By Rich Lowry
Tuesday, May 13, 2025
Never mind.
President Trump’s 145 percent tariffs on China ran smack
into Stein’s law, the late economist Herb Stein’s famous axiom that, “If
something cannot go on forever, it will stop.”
What was effectively an instant embargo on the biggest
importer into the United States wasn’t sustainable, and sure enough, it’s not going to be sustained.
The U.S. and China have mutually agreed to back off a
tit-for-tat trade war that quickly spiraled into territory that meant wanton
economic destruction for both sides.
The U.S.-China trade relationship wasn’t built in a day,
and it couldn’t plausibly be ended over a few days via presidential Truth
Social posts, either.
During a 90-day pause, the U.S. is taking its tariffs
down from 145 percent to 30 percent, while China is dropping from 125 percent
to 10 percent. If it always seemed likely that there’d be a fig-leaf deal with
China, there isn’t even a fig leaf here — just a promise to keep talking and
perhaps fashion one later.
The problem with tariffs is that they are a way of
harming a foreign trade partner via imposing pain on your own businesses and
consumers. The 145 percent tariff was hitting Beijing hard but also was due to
impose severe costs on U.S. concerns dependent on Chinese manufacturing.
Small businesses were looking at potential extinction,
and retailers were warning of empty store shelves. When the president of the
United States is musing about little girls having to do with fewer dolls, it’s
not a reassuring signal about the direction of U.S. economic policy.
We’ve imposed embargoes on foreign countries before — for
instance, the so-called ABCD encirclement that cut Japan off from raw materials
during the early stages of World War II. But we were about to go to war with
Imperial Japan, whereas one hopes we won’t be engaged in active hostilities
with China anytime soon.
While markets are relieved that the 145 percent tariffs
are off for now, we aren’t in a great place.

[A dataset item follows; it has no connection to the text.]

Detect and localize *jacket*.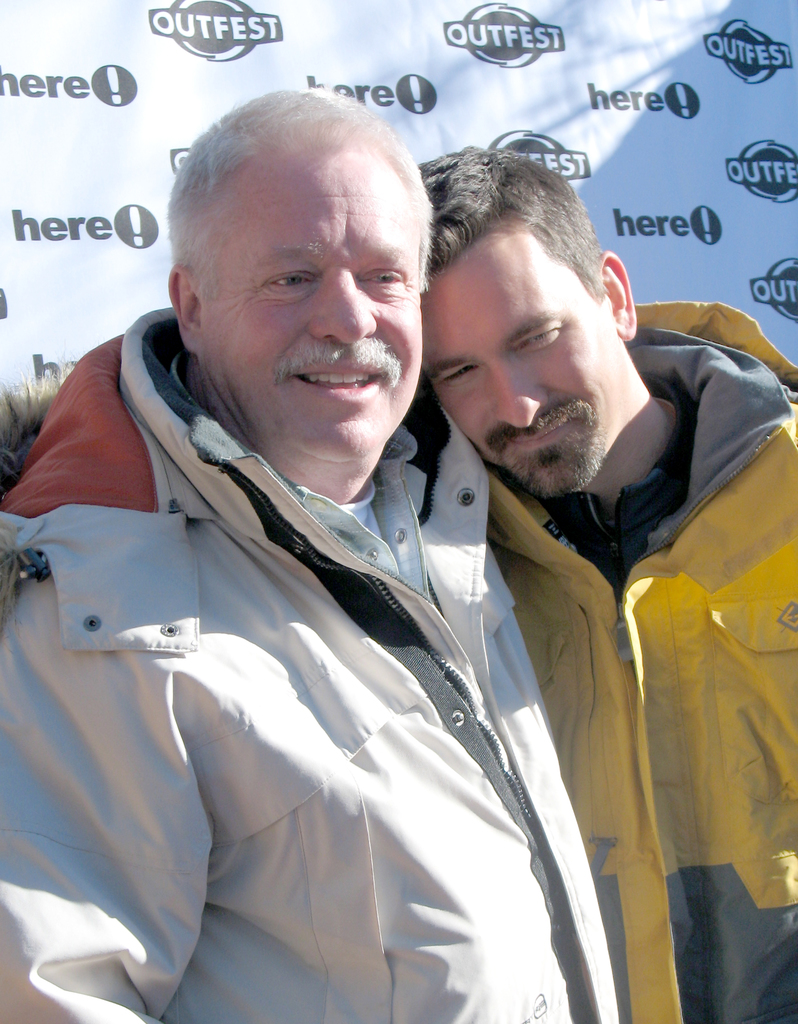
Localized at rect(487, 300, 797, 1023).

A 30 percent tariff on China, plus
the other tariffs that are in play around the globe, means we still have
lurched into the highest U.S. tariff regime since the 1930s.
Earlier this year, there was a surge of imports in
anticipation of Trump’s tariffs, in the phenomenon known as front-loading.

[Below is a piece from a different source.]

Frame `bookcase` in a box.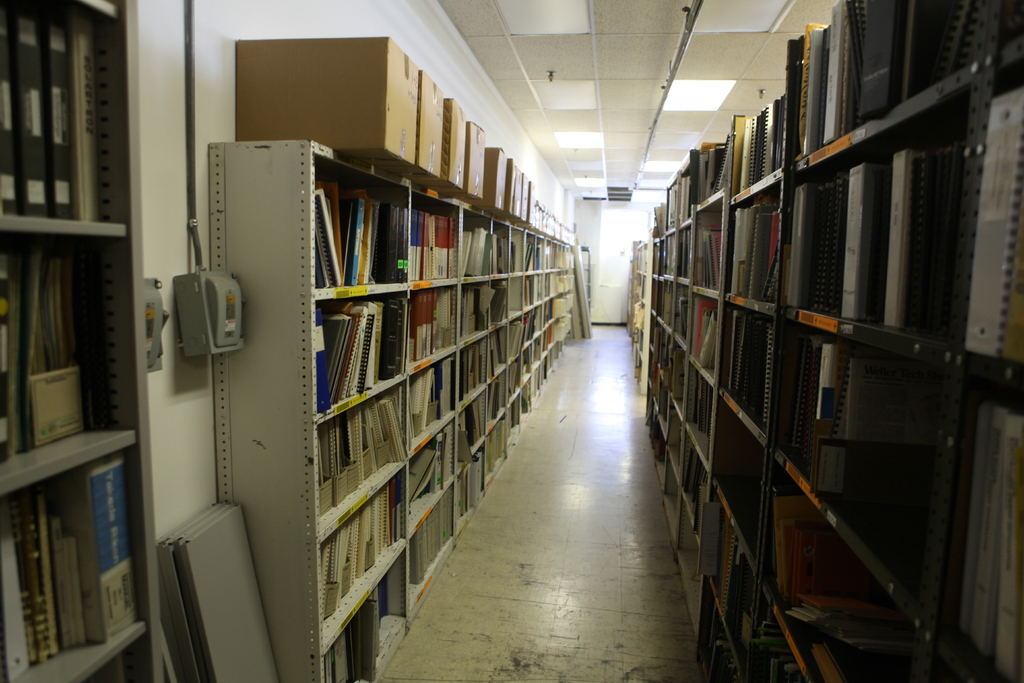
box(204, 128, 586, 682).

Then, imports were basically shut off as the 145 percent tariffs took hold. And
now there will be more front-loading to avoid what comes next.
An on-again-off-again-on-again approach forces U.S.
economic actors to deal with wildly gyrating uncertainty for no good reason.
Who knows what will happen in 90 days? The Soviet Union
was governed by Five-Year Plans; now, we are governed by 90-Day Pauses.
Trump prides himself on his deal-making, but he hasn’t
gotten anything from the U.K. or China over the last week that he couldn’t have
achieved with much less disruption. We could have gotten an outline of a trade
deal with the Brits by working with them behind closed doors, and we could have
gotten a 30 percent tariff on China by imposing one at the outset, rather than
145 percent.
There is no doubt that China is a hostile power and bad
economic actor, and we should be putting our relationship on a different basis.
The risk is that Trump has, by tariffing everyone, friend or foe, made it
harder for us to deepen relationships with our allies and isolate our
adversary.
As Robert Atkinson of the Information Technology and
Innovation Foundation points out, the current tack will also hamper the most
strategically important, technologically advanced U.S. firms that are all
globally integrated. The Trump tariffs will increase their costs by making
imported inputs more expensive, while limiting their foreign markets by
inviting foreign retaliation for Trump’s tariffs.
This is not a winning formula, and if China gets an upper
hand as a result, there will be no easy do-over.